In order to start this story properly, I have to go back to the beginning. The first beginning. Long before the most memorable day of my life. I was rudely birthed into the world one May in the early 1990s. My mum had chosen a home birth, and I was born in my parents Victorian terrace flat in London. But sometime before that, nine months to quantify it, I lost a chromosome. Or, more accurately, it lost me. I was conceived and born with 45XO, one crucial chromosome having never made it to me during this process. My mum and I joke that it was lost during a particularly strenuous yoga lesson, or on someother such unfortunate occasion.
To get a scientific outlook on the situation, we have to jump forward in time to 2008. I was 16 at the time and sitting in the waiting room of a paediatric endocrinologists clinic. An A level student surrounded by a mass of mewing children, wondering why I hadn't been greeted by 'mother nature', as the Tampax advert so euphemistically puts it. Before I knew it, the most vivid memory in a history of vivid memories performed itself in front of my eyes, in a surreal, outerbody experience way. On 31st October 2008 (I told you it was memorable for me!) I walked into a doctor's office and was told, "well, I've got one half of the story here, and you are the other".
As you can imagine, when I was laughing with my mum over the list of my 'Clare's quirks' to bring to the doctor's, this wasn't quite the answer I had been waiting for. In fact, to tell you the truth, I had been living with my 'quirks' and feelings of alienation for so long that to get an answer in any format was somewhat of an unexpected outcome. You see, it's not that I didn't know deep down that something wasn't right. As a 4 foot 10, socially isolated 16-year-old with dyslexia, I had lived with years of 'wavy line' moments of confusion and anxiety, and was more than aware that I wasn't the Oxford Dictionary definition of 'normal' (is there one?).
That was my reality. My 16-and-a-half years of living undiagnosed with the chromosome condition Turner Syndrome. My life experience up until that point is what I shall claim as 'my half of the story'. The other half of the story sat clenched in my doctor's fist. He held the results of medical tests and notes that revealed the medical side. The short stature, oestrogen deficiency, learning difficulty, flat-chest, low hairline, non-existent ovaries, medical reality of the situation.
I lived with it then, and I live with it now. Because we are more than the sum of our genetics. We are more than medical results. We live with the other side of the story. I did then and I do now choose not to be defined by my genetic condition. I am a human with a destiny and agency of my own. I lived 16 years not labelled or defined by my genetics, just living my side of the story. In some ways that makes the object of diagnosis redundant, except it doesn't. Such a late diagnosis, an experience shared by many TS women, largely down to a lack of medical understanding, can be detrimental to both physical and mental development. And so until that fateful day I was not only 'missing' a vital part of my genetics, but also the salient part of my story.
I may be one chromosome short, but that just makes me human. I am the combination of thousands of genetic variations, flaws and all. Just. Like. You.
Now this is not the end. It is not even the beginning of the end. But it is, perhaps, the end of the beginning.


#### Assigned task:
Only the lines from the one containing "At what (x,y)" through the end of the entries are to be copied, exactly and without pictures, please.

[Opening Material provided section]

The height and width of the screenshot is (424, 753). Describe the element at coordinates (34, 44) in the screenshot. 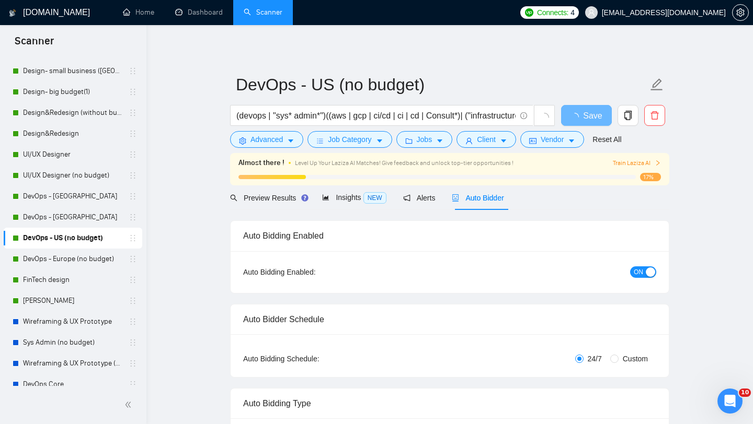

I see `span: Scanner` at that location.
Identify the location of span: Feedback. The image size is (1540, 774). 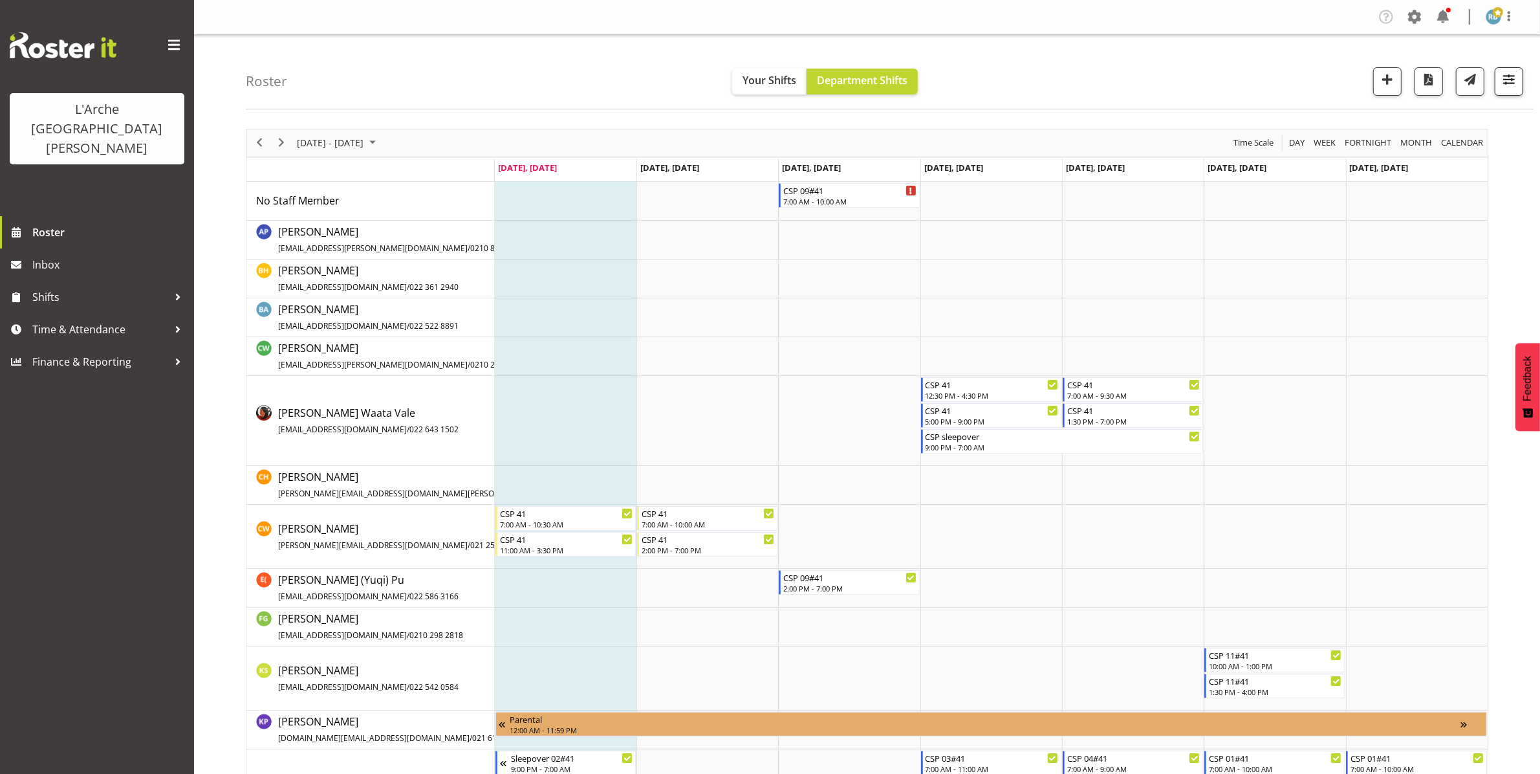
(1528, 378).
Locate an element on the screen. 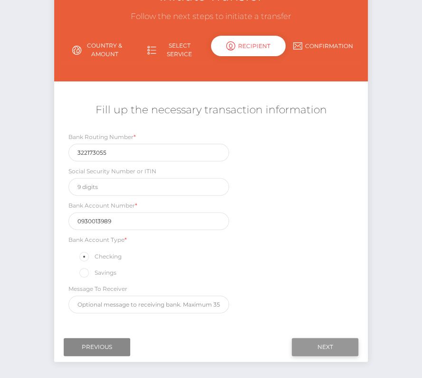  label: Message To Receiver is located at coordinates (98, 289).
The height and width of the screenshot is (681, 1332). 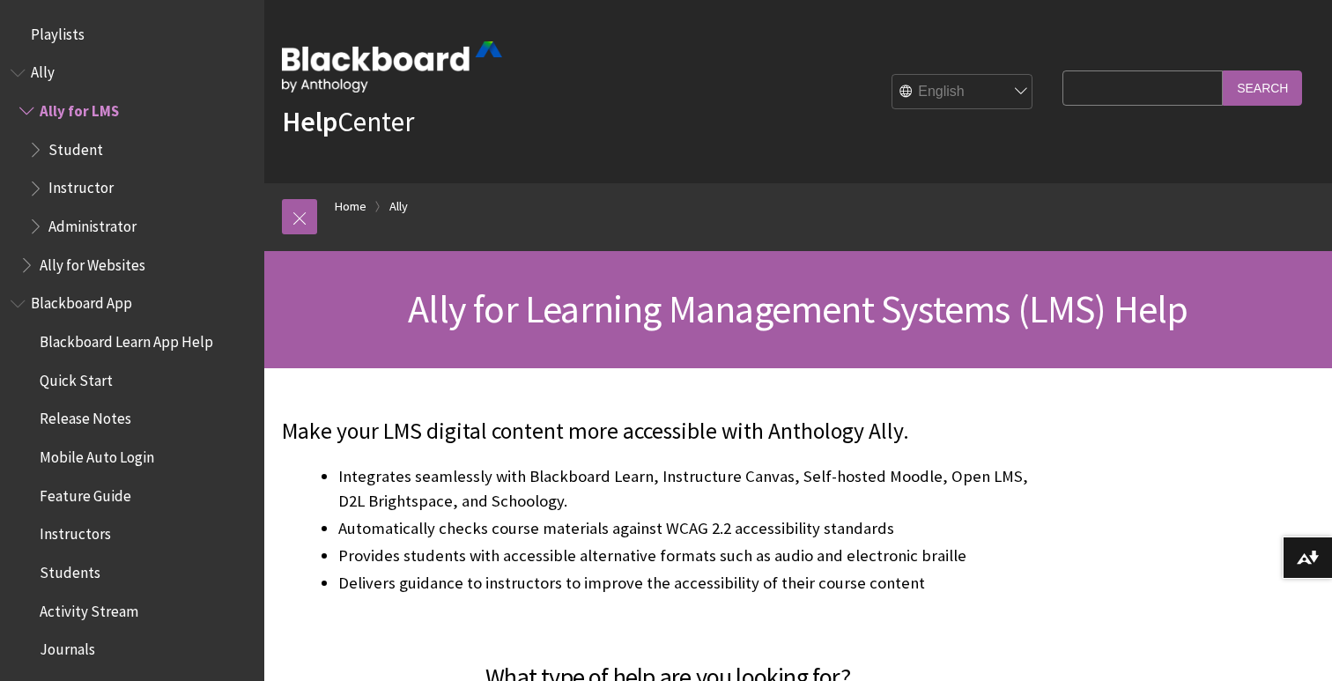 What do you see at coordinates (392, 67) in the screenshot?
I see `img: Blackboard by Anthology` at bounding box center [392, 67].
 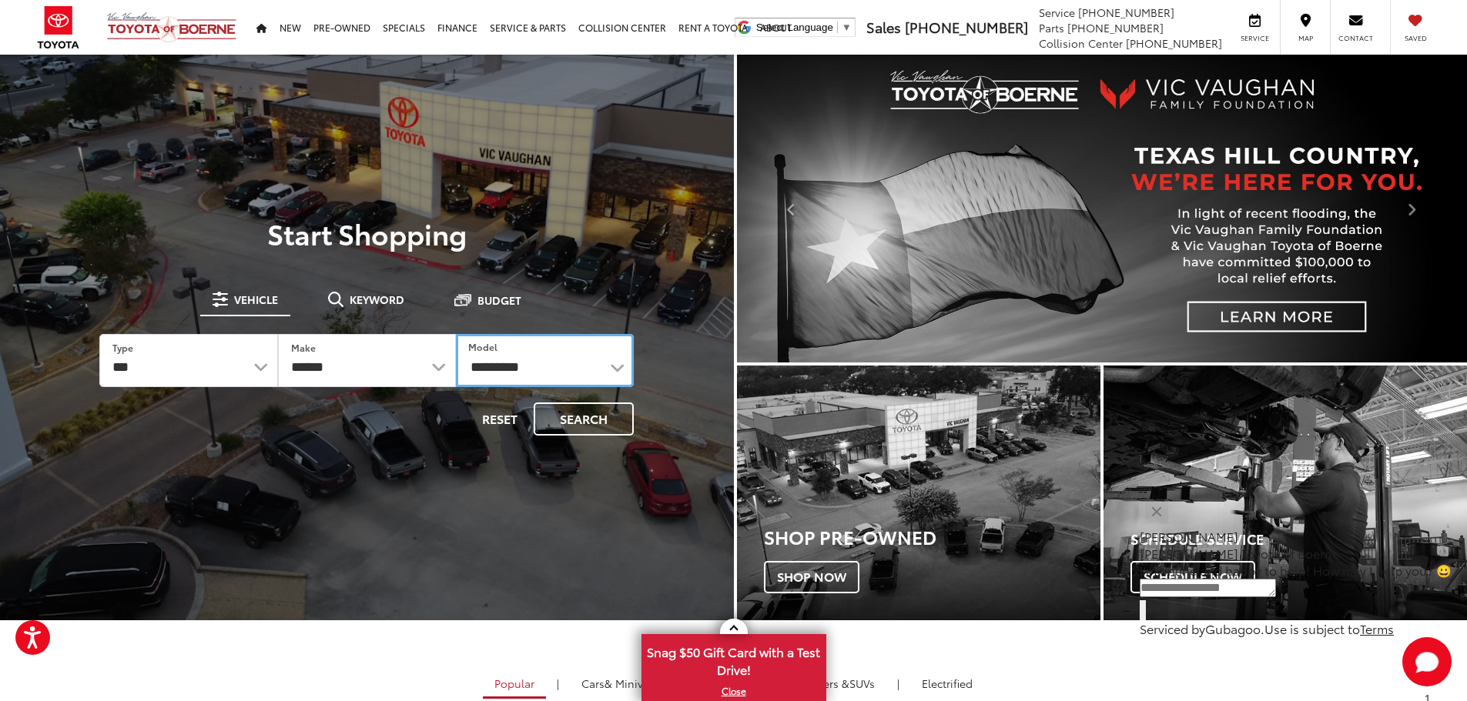 I want to click on label: Model, so click(x=483, y=346).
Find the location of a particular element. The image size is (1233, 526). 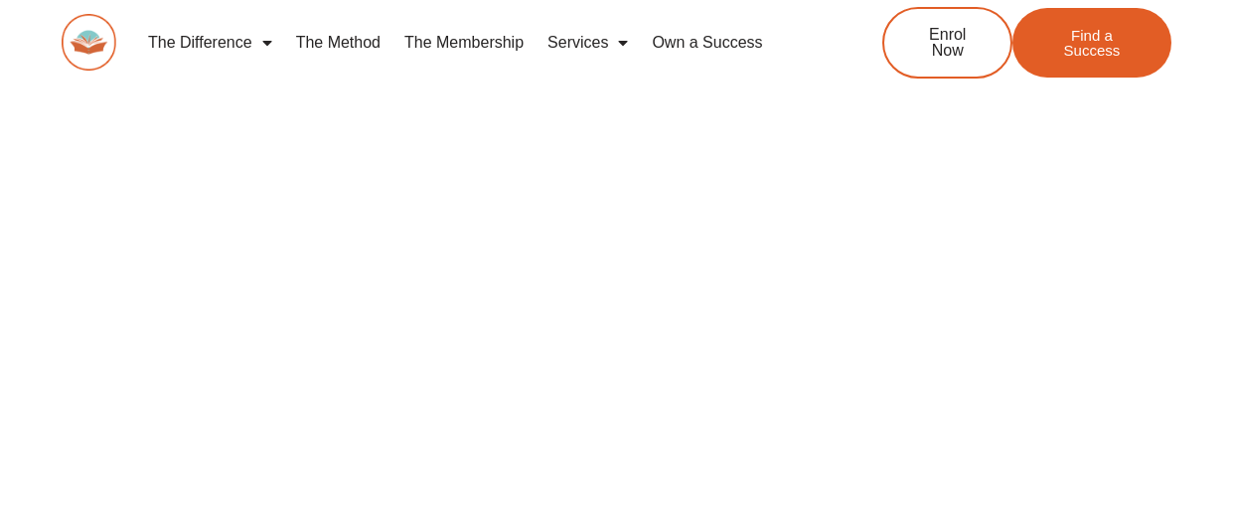

a: Enrol Now is located at coordinates (947, 43).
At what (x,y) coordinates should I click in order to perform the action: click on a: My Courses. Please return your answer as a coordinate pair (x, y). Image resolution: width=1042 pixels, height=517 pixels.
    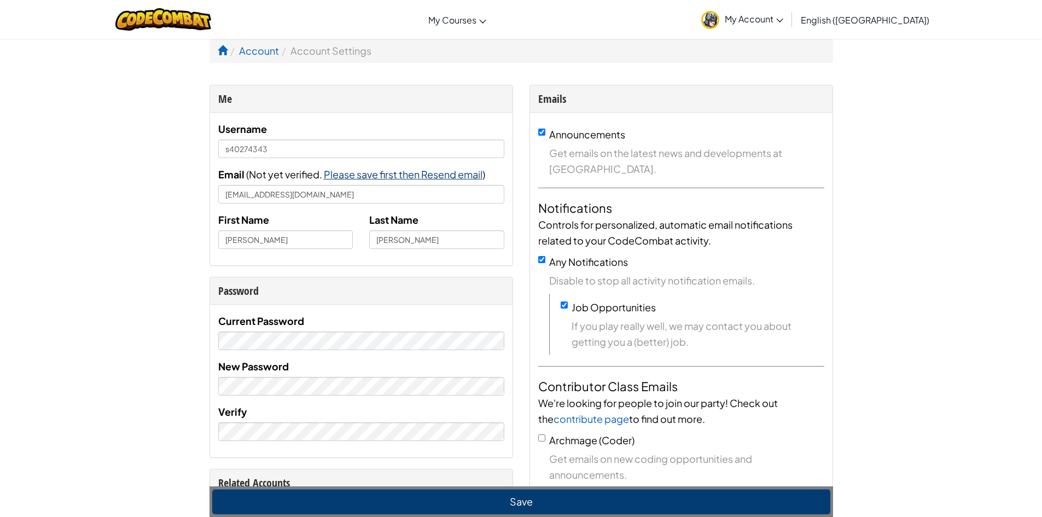
    Looking at the image, I should click on (457, 20).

[Closing Material provided section]

#### Finished task:
At what (x,y) coordinates should I click in order to perform the action: click on a: My Courses. Please return your answer as a coordinate pair (x, y). Image resolution: width=1042 pixels, height=517 pixels.
    Looking at the image, I should click on (457, 20).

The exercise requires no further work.